Monday, April 21, 2014

How do you see the Incarnation?

We seldom consider how our interpretation of Scripture is effected by cultural influences.  Here are two blog posts about the different, perhaps compartmentalized view of the Incarnation of Reformed Protestantism over against that of Orthodoxy:

"For now I have been thinking about how the Orthodox Church has a doctrine of salvation that includes the whole world, or the teaching of cosmology. Simply put the Orthodox do not treat the incarnation, the cross, and resurrection as separate events when explaining our salvation. I have concluded that this approach has to be correct because it fills in some holes in our Western way of thinking that is too individualistic. It also challenges the tendency in the West to center on legal categories when it seeks to explain the cross and God’s love." - Pastor John Armstrong  http://johnharmstrong.com/?p=6203
Here from the Orthodox perspective:

"for Orthodoxy the Incarnation is just as significant for our salvation as Christ’s dying on the Cross, as well as his third day resurrection.  We are saved by the person of Jesus Christ, not just by that one thing he did on the Cross.  In baptism we are united to Christ’s death and his resurrection, we receive the Holy Spirit and are incorporated into his Body (the Church).  We cease to be autonomous beings and now live in the context of the liturgical and sacramental life of the Church.  In the course of the liturgical cycle of the major feast days of the Orthodox Church we participate in the mysteries of Christ’s Incarnation, his Nativity, his presentation in the Temple, his Baptism in the River Jordan, his Transfiguration, his ascent to Jerusalem, his entry into Jerusalem, his death on the Cross, his Resurrection, and his Ascension.  In the Incarnation the Eternal entered into history.  The life of Christ recounted in the Gospels is not a sequence of events but transcends the limitations of chronological time." Robert Arakaki  http://orthodoxbridge.com/taking-the-incarnation-seriously/  
Good and ernest discussion is for mutual edification.  Have a read and tell us what you think.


§ Task item:
Whatever the records say, repeat them exactly as given.

§ Available data:
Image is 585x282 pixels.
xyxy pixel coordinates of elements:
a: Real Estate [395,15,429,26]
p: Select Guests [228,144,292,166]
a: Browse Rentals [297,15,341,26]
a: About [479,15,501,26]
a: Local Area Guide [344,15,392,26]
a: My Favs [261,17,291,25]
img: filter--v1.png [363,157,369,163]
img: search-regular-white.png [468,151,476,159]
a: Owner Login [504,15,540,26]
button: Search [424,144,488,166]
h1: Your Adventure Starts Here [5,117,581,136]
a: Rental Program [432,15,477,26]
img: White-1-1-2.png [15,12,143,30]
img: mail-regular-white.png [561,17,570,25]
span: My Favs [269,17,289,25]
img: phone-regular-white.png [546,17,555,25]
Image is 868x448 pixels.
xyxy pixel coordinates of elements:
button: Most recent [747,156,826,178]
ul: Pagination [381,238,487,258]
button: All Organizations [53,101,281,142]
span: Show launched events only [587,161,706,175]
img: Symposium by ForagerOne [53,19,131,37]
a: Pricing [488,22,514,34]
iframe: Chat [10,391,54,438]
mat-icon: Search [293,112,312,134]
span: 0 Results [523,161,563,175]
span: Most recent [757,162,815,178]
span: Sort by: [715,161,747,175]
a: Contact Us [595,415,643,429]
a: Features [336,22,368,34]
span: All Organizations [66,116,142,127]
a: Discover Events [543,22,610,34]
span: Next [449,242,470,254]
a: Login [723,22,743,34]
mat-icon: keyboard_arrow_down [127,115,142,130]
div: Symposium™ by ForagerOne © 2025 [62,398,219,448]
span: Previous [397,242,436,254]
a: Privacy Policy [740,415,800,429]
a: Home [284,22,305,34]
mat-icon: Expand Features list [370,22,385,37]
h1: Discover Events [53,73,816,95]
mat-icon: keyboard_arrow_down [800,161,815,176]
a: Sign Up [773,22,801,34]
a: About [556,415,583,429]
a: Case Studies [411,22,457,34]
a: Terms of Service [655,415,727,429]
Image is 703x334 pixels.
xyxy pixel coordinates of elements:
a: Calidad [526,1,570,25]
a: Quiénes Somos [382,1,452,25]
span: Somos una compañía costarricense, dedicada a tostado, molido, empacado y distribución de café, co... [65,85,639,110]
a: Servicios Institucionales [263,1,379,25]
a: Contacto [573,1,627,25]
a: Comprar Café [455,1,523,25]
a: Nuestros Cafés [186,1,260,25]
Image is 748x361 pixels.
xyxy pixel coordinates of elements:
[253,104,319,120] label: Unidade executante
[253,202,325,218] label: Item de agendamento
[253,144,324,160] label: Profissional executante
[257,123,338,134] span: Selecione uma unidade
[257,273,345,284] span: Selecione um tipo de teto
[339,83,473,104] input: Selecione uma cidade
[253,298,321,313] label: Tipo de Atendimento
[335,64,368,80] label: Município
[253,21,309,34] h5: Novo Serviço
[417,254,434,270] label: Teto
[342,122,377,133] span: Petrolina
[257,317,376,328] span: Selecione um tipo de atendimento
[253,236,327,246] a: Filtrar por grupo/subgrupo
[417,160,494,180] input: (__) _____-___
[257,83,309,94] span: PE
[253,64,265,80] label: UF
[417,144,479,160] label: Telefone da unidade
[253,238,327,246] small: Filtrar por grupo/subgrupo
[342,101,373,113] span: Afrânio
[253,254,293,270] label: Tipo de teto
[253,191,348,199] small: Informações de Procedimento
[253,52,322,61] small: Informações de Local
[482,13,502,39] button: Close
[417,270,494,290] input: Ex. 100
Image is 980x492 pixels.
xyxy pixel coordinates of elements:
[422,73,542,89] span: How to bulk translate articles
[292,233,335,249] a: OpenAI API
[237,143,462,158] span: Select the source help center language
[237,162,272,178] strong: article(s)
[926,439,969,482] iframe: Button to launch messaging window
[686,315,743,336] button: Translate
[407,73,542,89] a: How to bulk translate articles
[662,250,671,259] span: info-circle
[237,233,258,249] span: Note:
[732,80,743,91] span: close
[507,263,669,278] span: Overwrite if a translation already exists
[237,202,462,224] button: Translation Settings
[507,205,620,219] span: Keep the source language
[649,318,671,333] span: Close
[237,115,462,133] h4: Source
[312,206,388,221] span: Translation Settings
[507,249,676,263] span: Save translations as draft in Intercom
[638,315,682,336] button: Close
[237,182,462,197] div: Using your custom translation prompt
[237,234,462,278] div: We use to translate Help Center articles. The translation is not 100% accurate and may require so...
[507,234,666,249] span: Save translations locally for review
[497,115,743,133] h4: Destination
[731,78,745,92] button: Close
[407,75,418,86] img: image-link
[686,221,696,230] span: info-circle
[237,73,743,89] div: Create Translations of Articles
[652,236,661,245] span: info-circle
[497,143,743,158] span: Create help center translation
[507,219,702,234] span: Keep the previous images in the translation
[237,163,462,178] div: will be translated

§ Exercise result:
Image is 585x282 pixels.
xyxy pixel coordinates of elements:
a: Real Estate [395,15,429,26]
p: Select Guests [228,144,292,166]
a: Browse Rentals [297,15,341,26]
a: About [479,15,501,26]
a: Local Area Guide [344,15,392,26]
a: My Favs [261,17,291,25]
img: filter--v1.png [363,157,369,163]
img: search-regular-white.png [468,151,476,159]
a: Owner Login [504,15,540,26]
button: Search [424,144,488,166]
h1: Your Adventure Starts Here [5,117,581,136]
a: Rental Program [432,15,477,26]
img: White-1-1-2.png [15,12,143,30]
img: mail-regular-white.png [561,17,570,25]
span: My Favs [269,17,289,25]
img: phone-regular-white.png [546,17,555,25]
Image is 868x448 pixels.
xyxy pixel coordinates of elements:
button: Most recent [747,156,826,178]
ul: Pagination [381,238,487,258]
button: All Organizations [53,101,281,142]
span: Show launched events only [587,161,706,175]
img: Symposium by ForagerOne [53,19,131,37]
a: Pricing [488,22,514,34]
iframe: Chat [10,391,54,438]
mat-icon: Search [293,112,312,134]
span: 0 Results [523,161,563,175]
span: Most recent [757,162,815,178]
span: Sort by: [715,161,747,175]
a: Contact Us [595,415,643,429]
a: Features [336,22,368,34]
span: All Organizations [66,116,142,127]
a: Discover Events [543,22,610,34]
span: Next [449,242,470,254]
a: Login [723,22,743,34]
mat-icon: keyboard_arrow_down [127,115,142,130]
div: Symposium™ by ForagerOne © 2025 [62,398,219,448]
span: Previous [397,242,436,254]
a: Privacy Policy [740,415,800,429]
a: Home [284,22,305,34]
mat-icon: Expand Features list [370,22,385,37]
h1: Discover Events [53,73,816,95]
mat-icon: keyboard_arrow_down [800,161,815,176]
a: Sign Up [773,22,801,34]
a: About [556,415,583,429]
a: Case Studies [411,22,457,34]
a: Terms of Service [655,415,727,429]
Image is 703x334 pixels.
xyxy pixel coordinates of elements:
a: Calidad [526,1,570,25]
a: Quiénes Somos [382,1,452,25]
span: Somos una compañía costarricense, dedicada a tostado, molido, empacado y distribución de café, co... [65,85,639,110]
a: Servicios Institucionales [263,1,379,25]
a: Contacto [573,1,627,25]
a: Comprar Café [455,1,523,25]
a: Nuestros Cafés [186,1,260,25]
Image is 748x361 pixels.
xyxy pixel coordinates of elements:
[253,104,319,120] label: Unidade executante
[253,202,325,218] label: Item de agendamento
[253,144,324,160] label: Profissional executante
[257,123,338,134] span: Selecione uma unidade
[257,273,345,284] span: Selecione um tipo de teto
[339,83,473,104] input: Selecione uma cidade
[253,298,321,313] label: Tipo de Atendimento
[335,64,368,80] label: Município
[253,21,309,34] h5: Novo Serviço
[417,254,434,270] label: Teto
[342,122,377,133] span: Petrolina
[257,317,376,328] span: Selecione um tipo de atendimento
[253,236,327,246] a: Filtrar por grupo/subgrupo
[417,160,494,180] input: (__) _____-___
[257,83,309,94] span: PE
[253,64,265,80] label: UF
[417,144,479,160] label: Telefone da unidade
[253,238,327,246] small: Filtrar por grupo/subgrupo
[342,101,373,113] span: Afrânio
[253,254,293,270] label: Tipo de teto
[253,191,348,199] small: Informações de Procedimento
[253,52,322,61] small: Informações de Local
[482,13,502,39] button: Close
[417,270,494,290] input: Ex. 100
Image is 980x492 pixels.
xyxy pixel coordinates of elements:
[422,73,542,89] span: How to bulk translate articles
[292,233,335,249] a: OpenAI API
[237,143,462,158] span: Select the source help center language
[237,162,272,178] strong: article(s)
[926,439,969,482] iframe: Button to launch messaging window
[686,315,743,336] button: Translate
[407,73,542,89] a: How to bulk translate articles
[662,250,671,259] span: info-circle
[237,233,258,249] span: Note:
[732,80,743,91] span: close
[507,263,669,278] span: Overwrite if a translation already exists
[237,202,462,224] button: Translation Settings
[507,205,620,219] span: Keep the source language
[649,318,671,333] span: Close
[237,115,462,133] h4: Source
[312,206,388,221] span: Translation Settings
[507,249,676,263] span: Save translations as draft in Intercom
[638,315,682,336] button: Close
[237,182,462,197] div: Using your custom translation prompt
[237,234,462,278] div: We use to translate Help Center articles. The translation is not 100% accurate and may require so...
[507,234,666,249] span: Save translations locally for review
[497,115,743,133] h4: Destination
[731,78,745,92] button: Close
[407,75,418,86] img: image-link
[686,221,696,230] span: info-circle
[237,73,743,89] div: Create Translations of Articles
[652,236,661,245] span: info-circle
[497,143,743,158] span: Create help center translation
[507,219,702,234] span: Keep the previous images in the translation
[237,163,462,178] div: will be translated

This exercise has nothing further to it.